Paula Jennings, Grace Mitchell, Marianne O’Connor and Pauline Whitaker.

   

 

   

SELECTED VENUES:

   

Perth Repertory Theatrem, Oldham Coliseum, Theatr Brycheiniog Brecon, Roses Theatre Tewkesbury, Brewery Arts Centre Kendal, Central Theatre Chatham and QEH Theatre Bristol.

   

 

   

 

   

PAULA CLIFFORD - OXFORD TIMES

   

"The London Classic Theatre Company, established in 1993, is in only its first year as a touring company. Its aim is to bring challenging drama to audiences around the country, and last week it gave audiences at the Old Fire Station, Oxford, an opportunity to revisit Charlotte Keatley’s important 1987 play, My Mother Said I Never Should.

As the action of the drama progresses, four women, representing four generations of the same family, reveal more and more of their emotional lives across the broad sweep of the 20th century.

At one level, the play is a fascinating social document, as the author brilliantly captures sufficient characteristic detail to evoke past decades, from the utility crockery of wartime to the fashion statements of 1980s punk.

Equally, though, it provides an insight into the attempts of successive generations of parents to offer their children more opportunities than they had themselves, generally with unsatisfactory consequences.

And in amongst all this, Keatley inserts scenes in which, in defiance of temporal logic, all four women meet and play together as children, their emerging personalities already giving some hint of what lies ahead for them.

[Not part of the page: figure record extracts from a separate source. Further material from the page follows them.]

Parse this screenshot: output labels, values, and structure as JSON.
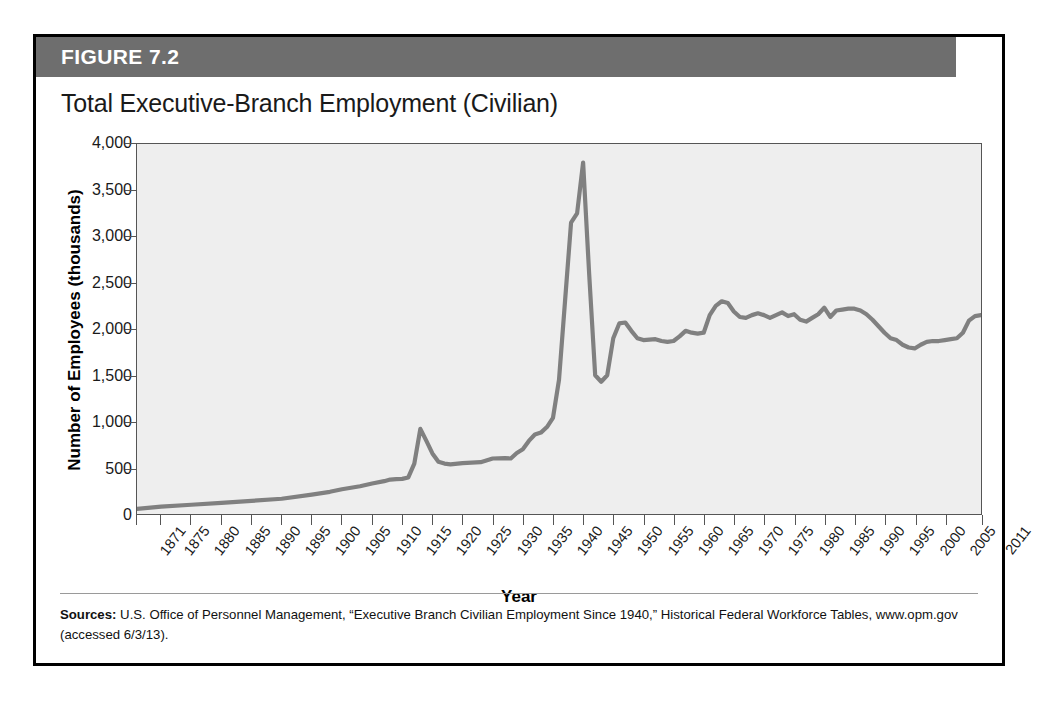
{
  "figure": {
    "header_label": "FIGURE 7.2",
    "title": "Total Executive-Branch Employment (Civilian)",
    "source_label": "Sources:",
    "source_text": " U.S. Office of Personnel Management, “Executive Branch Civilian Employment Since 1940,” Historical Federal Workforce Tables, www.opm.gov (accessed 6/3/13)."
  },
  "colors": {
    "header_bar": "#6e6e6e",
    "frame_border": "#000000",
    "plot_background": "#eeeeee",
    "plot_border": "#555555",
    "line": "#808080"
  },
  "chart_data": {
    "type": "line",
    "title": "Total Executive-Branch Employment (Civilian)",
    "xlabel": "Year",
    "ylabel": "Number of Employees (thousands)",
    "xlim": [
      1871,
      2011
    ],
    "ylim": [
      0,
      4000
    ],
    "grid": false,
    "legend": "none",
    "y_ticks": [
      0,
      500,
      1000,
      1500,
      2000,
      2500,
      3000,
      3500,
      4000
    ],
    "y_tick_labels": [
      "0",
      "500",
      "1,000",
      "1,500",
      "2,000",
      "2,500",
      "3,000",
      "3,500",
      "4,000"
    ],
    "x_ticks": [
      1871,
      1875,
      1880,
      1885,
      1890,
      1895,
      1900,
      1905,
      1910,
      1915,
      1920,
      1925,
      1930,
      1935,
      1940,
      1945,
      1950,
      1955,
      1960,
      1965,
      1970,
      1975,
      1980,
      1985,
      1990,
      1995,
      2000,
      2005,
      2011
    ],
    "x_tick_labels": [
      "1871",
      "1875",
      "1880",
      "1885",
      "1890",
      "1895",
      "1900",
      "1905",
      "1910",
      "1915",
      "1920",
      "1925",
      "1930",
      "1935",
      "1940",
      "1945",
      "1950",
      "1955",
      "1960",
      "1965",
      "1970",
      "1975",
      "1980",
      "1985",
      "1990",
      "1995",
      "2000",
      "2005",
      "2011"
    ],
    "series": [
      {
        "name": "Total Executive-Branch Employment (Civilian)",
        "x": [
          1871,
          1875,
          1880,
          1885,
          1890,
          1895,
          1900,
          1903,
          1905,
          1908,
          1910,
          1912,
          1914,
          1916,
          1917,
          1918,
          1919,
          1920,
          1921,
          1922,
          1923,
          1925,
          1928,
          1930,
          1932,
          1933,
          1934,
          1935,
          1936,
          1937,
          1938,
          1939,
          1940,
          1941,
          1942,
          1943,
          1944,
          1945,
          1946,
          1947,
          1948,
          1949,
          1950,
          1951,
          1952,
          1953,
          1954,
          1955,
          1956,
          1957,
          1958,
          1959,
          1960,
          1961,
          1962,
          1963,
          1964,
          1965,
          1966,
          1967,
          1968,
          1969,
          1970,
          1971,
          1972,
          1973,
          1974,
          1975,
          1976,
          1977,
          1978,
          1979,
          1980,
          1981,
          1982,
          1983,
          1984,
          1985,
          1986,
          1987,
          1988,
          1989,
          1990,
          1991,
          1992,
          1993,
          1994,
          1995,
          1996,
          1997,
          1998,
          1999,
          2000,
          2001,
          2002,
          2003,
          2004,
          2005,
          2006,
          2007,
          2008,
          2009,
          2010,
          2011
        ],
        "y": [
          51,
          80,
          100,
          120,
          140,
          160,
          208,
          240,
          270,
          300,
          330,
          360,
          396,
          438,
          560,
          917,
          794,
          655,
          561,
          543,
          536,
          553,
          560,
          601,
          605,
          604,
          699,
          780,
          867,
          895,
          882,
          954,
          1042,
          1438,
          2296,
          3270,
          3304,
          3816,
          2696,
          2111,
          1873,
          1909,
          1934,
          2456,
          2574,
          2532,
          2382,
          2371,
          2372,
          2391,
          2355,
          2355,
          2371,
          2407,
          2485,
          2489,
          2470,
          2496,
          2726,
          2877,
          2951,
          2969,
          2944,
          2860,
          2795,
          2781,
          2847,
          2848,
          2833,
          2840,
          2875,
          2823,
          2821,
          2806,
          2770,
          2820,
          2854,
          3008,
          3019,
          3091,
          3113,
          3064,
          3067,
          3048,
          3017,
          2950,
          2908,
          2858,
          2786,
          2806,
          2772,
          2769,
          2639,
          2640,
          2630,
          2666,
          2650,
          2654,
          2637,
          2636,
          2692,
          2774,
          2776,
          2756
        ]
      }
    ],
    "line_y_rendered": [
      [
        1871,
        55
      ],
      [
        1875,
        80
      ],
      [
        1880,
        100
      ],
      [
        1885,
        120
      ],
      [
        1890,
        142
      ],
      [
        1895,
        165
      ],
      [
        1900,
        210
      ],
      [
        1903,
        240
      ],
      [
        1905,
        268
      ],
      [
        1908,
        300
      ],
      [
        1910,
        330
      ],
      [
        1912,
        355
      ],
      [
        1913,
        372
      ],
      [
        1914,
        378
      ],
      [
        1915,
        380
      ],
      [
        1916,
        395
      ],
      [
        1917,
        545
      ],
      [
        1918,
        920
      ],
      [
        1919,
        790
      ],
      [
        1920,
        655
      ],
      [
        1921,
        565
      ],
      [
        1922,
        545
      ],
      [
        1923,
        537
      ],
      [
        1925,
        550
      ],
      [
        1928,
        560
      ],
      [
        1930,
        600
      ],
      [
        1932,
        605
      ],
      [
        1933,
        600
      ],
      [
        1934,
        660
      ],
      [
        1935,
        700
      ],
      [
        1936,
        790
      ],
      [
        1937,
        860
      ],
      [
        1938,
        880
      ],
      [
        1939,
        940
      ],
      [
        1940,
        1040
      ],
      [
        1941,
        1450
      ],
      [
        1942,
        2300
      ],
      [
        1943,
        3150
      ],
      [
        1944,
        3250
      ],
      [
        1945,
        3800
      ],
      [
        1946,
        2600
      ],
      [
        1947,
        1500
      ],
      [
        1948,
        1430
      ],
      [
        1949,
        1500
      ],
      [
        1950,
        1900
      ],
      [
        1951,
        2060
      ],
      [
        1952,
        2070
      ],
      [
        1953,
        1980
      ],
      [
        1954,
        1900
      ],
      [
        1955,
        1880
      ],
      [
        1957,
        1890
      ],
      [
        1958,
        1870
      ],
      [
        1959,
        1860
      ],
      [
        1960,
        1870
      ],
      [
        1961,
        1920
      ],
      [
        1962,
        1980
      ],
      [
        1963,
        1960
      ],
      [
        1964,
        1950
      ],
      [
        1965,
        1960
      ],
      [
        1966,
        2150
      ],
      [
        1967,
        2250
      ],
      [
        1968,
        2300
      ],
      [
        1969,
        2280
      ],
      [
        1970,
        2190
      ],
      [
        1971,
        2130
      ],
      [
        1972,
        2120
      ],
      [
        1973,
        2150
      ],
      [
        1974,
        2170
      ],
      [
        1975,
        2150
      ],
      [
        1976,
        2120
      ],
      [
        1977,
        2150
      ],
      [
        1978,
        2180
      ],
      [
        1979,
        2140
      ],
      [
        1980,
        2160
      ],
      [
        1981,
        2100
      ],
      [
        1982,
        2080
      ],
      [
        1983,
        2120
      ],
      [
        1984,
        2160
      ],
      [
        1985,
        2230
      ],
      [
        1986,
        2130
      ],
      [
        1987,
        2200
      ],
      [
        1988,
        2210
      ],
      [
        1989,
        2220
      ],
      [
        1990,
        2220
      ],
      [
        1991,
        2200
      ],
      [
        1992,
        2160
      ],
      [
        1993,
        2100
      ],
      [
        1994,
        2030
      ],
      [
        1995,
        1960
      ],
      [
        1996,
        1900
      ],
      [
        1997,
        1880
      ],
      [
        1998,
        1830
      ],
      [
        1999,
        1800
      ],
      [
        2000,
        1790
      ],
      [
        2001,
        1830
      ],
      [
        2002,
        1860
      ],
      [
        2003,
        1870
      ],
      [
        2004,
        1870
      ],
      [
        2005,
        1880
      ],
      [
        2006,
        1890
      ],
      [
        2007,
        1900
      ],
      [
        2008,
        1960
      ],
      [
        2009,
        2090
      ],
      [
        2010,
        2140
      ],
      [
        2011,
        2150
      ]
    ],
    "annotations": [
      {
        "label": "World War I peak",
        "year": 1918,
        "value": 920
      },
      {
        "label": "World War II peak",
        "year": 1945,
        "value": 3800
      },
      {
        "label": "Post-war low",
        "year": 1948,
        "value": 1430
      },
      {
        "label": "Recent low",
        "year": 2000,
        "value": 1790
      },
      {
        "label": "Series end",
        "year": 2011,
        "value": 2150
      }
    ]
  }
}
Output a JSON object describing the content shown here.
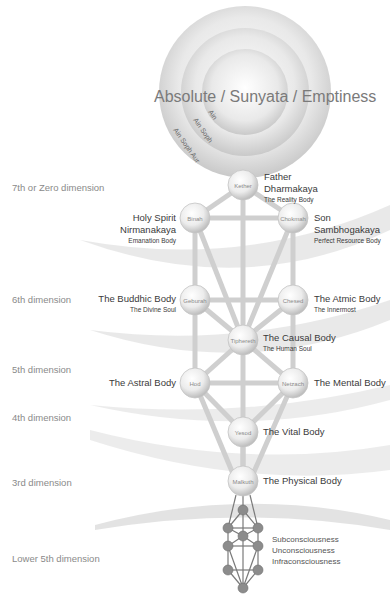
{
  "title": "Absolute / Sunyata / Emptiness",
  "ain_rings": [
    "Ain",
    "Ain Soph",
    "Ain Soph Aur"
  ],
  "dimensions": [
    {
      "label": "7th or Zero dimension"
    },
    {
      "label": "6th dimension"
    },
    {
      "label": "5th dimension"
    },
    {
      "label": "4th dimension"
    },
    {
      "label": "3rd dimension"
    },
    {
      "label": "Lower 5th dimension"
    }
  ],
  "sephiroth": [
    {
      "name": "Kether",
      "title": "Father",
      "subtitle": "Dharmakaya",
      "note": "The Reality Body"
    },
    {
      "name": "Binah",
      "title": "Holy Spirit",
      "subtitle": "Nirmanakaya",
      "note": "Emanation Body"
    },
    {
      "name": "Chokmah",
      "title": "Son",
      "subtitle": "Sambhogakaya",
      "note": "Perfect Resource Body"
    },
    {
      "name": "Geburah",
      "title": "The Buddhic Body",
      "note": "The Divine Soul"
    },
    {
      "name": "Chesed",
      "title": "The Atmic Body",
      "note": "The Innermost"
    },
    {
      "name": "Tiphereth",
      "title": "The Causal Body",
      "note": "The Human Soul"
    },
    {
      "name": "Hod",
      "title": "The Astral Body"
    },
    {
      "name": "Netzach",
      "title": "The Mental Body"
    },
    {
      "name": "Yesod",
      "title": "The Vital Body"
    },
    {
      "name": "Malkuth",
      "title": "The Physical Body"
    }
  ],
  "lower": {
    "lines": [
      "Subconsciousness",
      "Unconsciousness",
      "Infraconsciousness"
    ]
  },
  "colors": {
    "background": "#ffffff",
    "sphere": "#d8d8d8",
    "path": "#c8c8c8",
    "text": "#3a3a3a",
    "dim_text": "#8a8a8a",
    "qliphoth_node": "#8c8c8c"
  }
}
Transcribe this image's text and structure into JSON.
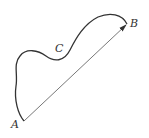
{
  "diagram": {
    "labels": {
      "A": "A",
      "B": "B",
      "C": "C"
    },
    "colors": {
      "curve": "#333333",
      "arrow": "#555555",
      "background": "#ffffff"
    }
  }
}
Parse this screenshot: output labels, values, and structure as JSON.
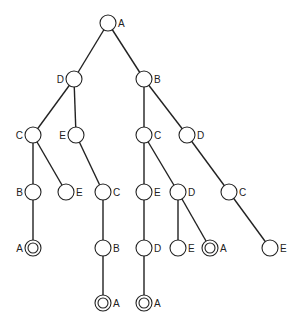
{
  "diagram": {
    "type": "tree",
    "node_radius": 8,
    "nodes": [
      {
        "id": "n0",
        "label": "A",
        "x": 108,
        "y": 23,
        "label_side": "right",
        "accepting": false
      },
      {
        "id": "n1",
        "label": "D",
        "x": 74,
        "y": 79,
        "label_side": "left",
        "accepting": false
      },
      {
        "id": "n2",
        "label": "B",
        "x": 144,
        "y": 79,
        "label_side": "right",
        "accepting": false
      },
      {
        "id": "n3",
        "label": "C",
        "x": 33,
        "y": 135,
        "label_side": "left",
        "accepting": false
      },
      {
        "id": "n4",
        "label": "E",
        "x": 76,
        "y": 135,
        "label_side": "left",
        "accepting": false
      },
      {
        "id": "n5",
        "label": "C",
        "x": 144,
        "y": 135,
        "label_side": "right",
        "accepting": false
      },
      {
        "id": "n6",
        "label": "D",
        "x": 187,
        "y": 135,
        "label_side": "right",
        "accepting": false
      },
      {
        "id": "n7",
        "label": "B",
        "x": 33,
        "y": 192,
        "label_side": "left",
        "accepting": false
      },
      {
        "id": "n8",
        "label": "E",
        "x": 66,
        "y": 192,
        "label_side": "right",
        "accepting": false
      },
      {
        "id": "n9",
        "label": "C",
        "x": 103,
        "y": 192,
        "label_side": "right",
        "accepting": false
      },
      {
        "id": "n10",
        "label": "E",
        "x": 144,
        "y": 192,
        "label_side": "right",
        "accepting": false
      },
      {
        "id": "n11",
        "label": "D",
        "x": 178,
        "y": 192,
        "label_side": "right",
        "accepting": false
      },
      {
        "id": "n12",
        "label": "C",
        "x": 229,
        "y": 192,
        "label_side": "right",
        "accepting": false
      },
      {
        "id": "n13",
        "label": "A",
        "x": 33,
        "y": 248,
        "label_side": "left",
        "accepting": true
      },
      {
        "id": "n14",
        "label": "B",
        "x": 103,
        "y": 248,
        "label_side": "right",
        "accepting": false
      },
      {
        "id": "n15",
        "label": "D",
        "x": 144,
        "y": 248,
        "label_side": "right",
        "accepting": false
      },
      {
        "id": "n16",
        "label": "E",
        "x": 178,
        "y": 248,
        "label_side": "right",
        "accepting": false
      },
      {
        "id": "n17",
        "label": "A",
        "x": 210,
        "y": 248,
        "label_side": "right",
        "accepting": true
      },
      {
        "id": "n18",
        "label": "E",
        "x": 270,
        "y": 248,
        "label_side": "right",
        "accepting": false
      },
      {
        "id": "n19",
        "label": "A",
        "x": 103,
        "y": 303,
        "label_side": "right",
        "accepting": true
      },
      {
        "id": "n20",
        "label": "A",
        "x": 144,
        "y": 303,
        "label_side": "right",
        "accepting": true
      }
    ],
    "edges": [
      [
        "n0",
        "n1"
      ],
      [
        "n0",
        "n2"
      ],
      [
        "n1",
        "n3"
      ],
      [
        "n1",
        "n4"
      ],
      [
        "n2",
        "n5"
      ],
      [
        "n2",
        "n6"
      ],
      [
        "n3",
        "n7"
      ],
      [
        "n3",
        "n8"
      ],
      [
        "n4",
        "n9"
      ],
      [
        "n5",
        "n10"
      ],
      [
        "n5",
        "n11"
      ],
      [
        "n6",
        "n12"
      ],
      [
        "n7",
        "n13"
      ],
      [
        "n9",
        "n14"
      ],
      [
        "n10",
        "n15"
      ],
      [
        "n11",
        "n16"
      ],
      [
        "n11",
        "n17"
      ],
      [
        "n12",
        "n18"
      ],
      [
        "n14",
        "n19"
      ],
      [
        "n15",
        "n20"
      ]
    ]
  }
}
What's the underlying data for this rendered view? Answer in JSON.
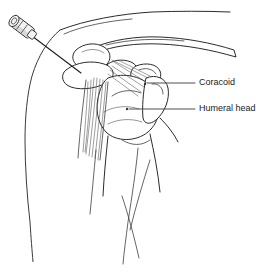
{
  "figure": {
    "background_color": "#ffffff",
    "line_color": "#2b2b2b",
    "width": 264,
    "height": 277
  },
  "labels": [
    {
      "id": "coracoid",
      "text": "Coracoid",
      "text_x": 197,
      "text_y": 83,
      "leader_start_x": 195,
      "leader_start_y": 83,
      "leader_end_x": 147,
      "leader_end_y": 83,
      "point_x": 145,
      "point_y": 84
    },
    {
      "id": "humeral-head",
      "text": "Humeral head",
      "text_x": 197,
      "text_y": 109,
      "leader_start_x": 195,
      "leader_start_y": 109,
      "leader_end_x": 129,
      "leader_end_y": 109,
      "point_x": 127,
      "point_y": 109
    }
  ],
  "instrument": {
    "name": "needle-and-hub",
    "hub_center_x": 22,
    "hub_center_y": 27,
    "tip_x": 81,
    "tip_y": 73
  },
  "structures": [
    {
      "id": "clavicle",
      "name": "clavicle"
    },
    {
      "id": "acromion",
      "name": "acromion"
    },
    {
      "id": "coracoid-process",
      "name": "coracoid process"
    },
    {
      "id": "humeral-head-bone",
      "name": "humeral head"
    },
    {
      "id": "greater-tuberosity",
      "name": "greater tuberosity"
    },
    {
      "id": "humeral-shaft",
      "name": "humeral shaft"
    },
    {
      "id": "conjoint-tendon",
      "name": "conjoint tendon striations"
    },
    {
      "id": "torso-outline",
      "name": "torso and deltoid outline"
    },
    {
      "id": "arm-outline",
      "name": "arm outline"
    }
  ]
}
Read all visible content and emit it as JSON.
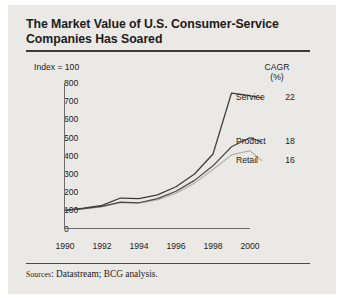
{
  "title": "The Market Value of U.S. Consumer-Service\nCompanies Has Soared",
  "axis_note": "Index = 100",
  "cagr_header_line1": "CAGR",
  "cagr_header_line2": "(%)",
  "source_prefix": "Sources",
  "source_text": ": Datastream; BCG analysis.",
  "colors": {
    "panel": "#ebe9e5",
    "title": "#1b1b1b",
    "rule": "#3a3a3a",
    "axis": "#6d6d6d",
    "service": "#3c3c3c",
    "product": "#4a4a4a",
    "retail": "#b2b2b2"
  },
  "chart_data": {
    "type": "line",
    "title": "The Market Value of U.S. Consumer-Service Companies Has Soared",
    "xlabel": "",
    "ylabel": "Index = 100",
    "xlim": [
      1990,
      2000
    ],
    "ylim": [
      0,
      800
    ],
    "yticks": [
      0,
      100,
      200,
      300,
      400,
      500,
      600,
      700,
      800
    ],
    "xticks": [
      1990,
      1992,
      1994,
      1996,
      1998,
      2000
    ],
    "xtick_labels": [
      "1990",
      "1992",
      "1994",
      "1996",
      "1998",
      "2000"
    ],
    "ytick_labels": [
      "0",
      "100",
      "200",
      "300",
      "400",
      "500",
      "600",
      "700",
      "800"
    ],
    "grid": false,
    "legend": "right-leader-lines",
    "x": [
      1990,
      1991,
      1992,
      1993,
      1994,
      1995,
      1996,
      1997,
      1998,
      1999,
      2000
    ],
    "series": [
      {
        "name": "Service",
        "cagr": 22,
        "color": "#3c3c3c",
        "values": [
          100,
          112,
          128,
          168,
          165,
          185,
          230,
          300,
          410,
          745,
          730
        ]
      },
      {
        "name": "Product",
        "cagr": 18,
        "color": "#4a4a4a",
        "values": [
          100,
          110,
          122,
          145,
          142,
          165,
          205,
          265,
          345,
          450,
          500
        ]
      },
      {
        "name": "Retail",
        "cagr": 16,
        "color": "#b2b2b2",
        "values": [
          100,
          108,
          120,
          143,
          140,
          158,
          195,
          250,
          325,
          405,
          428
        ]
      }
    ],
    "annotations": [
      {
        "text": "Service",
        "value": "22"
      },
      {
        "text": "Product",
        "value": "18"
      },
      {
        "text": "Retail",
        "value": "16"
      }
    ]
  }
}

The most senior generation is represented by Doris (Grace Mitchell), an indomitable Lancastrian, who appears first as an undemonstrative and rather prim mother to her only daughter Margaret (Pauline Whitaker), but ends up as the loving, with-it gran that most of us would wish to have or be ourselves. We eventually discover that she never really liked her husband Jack, who is heard only through the sound of a distant lawnmower, although it seems to be from Jack that successive generations derive the artistic talent which gives them the chance to make something of themselves.

While Margaret lacks the character and insights of her mother, her daughter Jackie (Marianne O’Connor) and Jackie’s illegitimate child Rosie (Paula Jennings) are bursting with life and move furthest away from their Mancunian origins.

Miss Jennings, who has the advantage of playing the only character who is still little more than a child when the play ends, is perhaps the most successful in portraying the emotional ups and downs of childhood and, seen through her eyes, the future looks relatively bright, despite the baggage of her family’s past. Under the direction of Michael Cabot, My Mother Said I Never Should is a first-class production, with talented cast, which should play to capacity audiences in the months to come."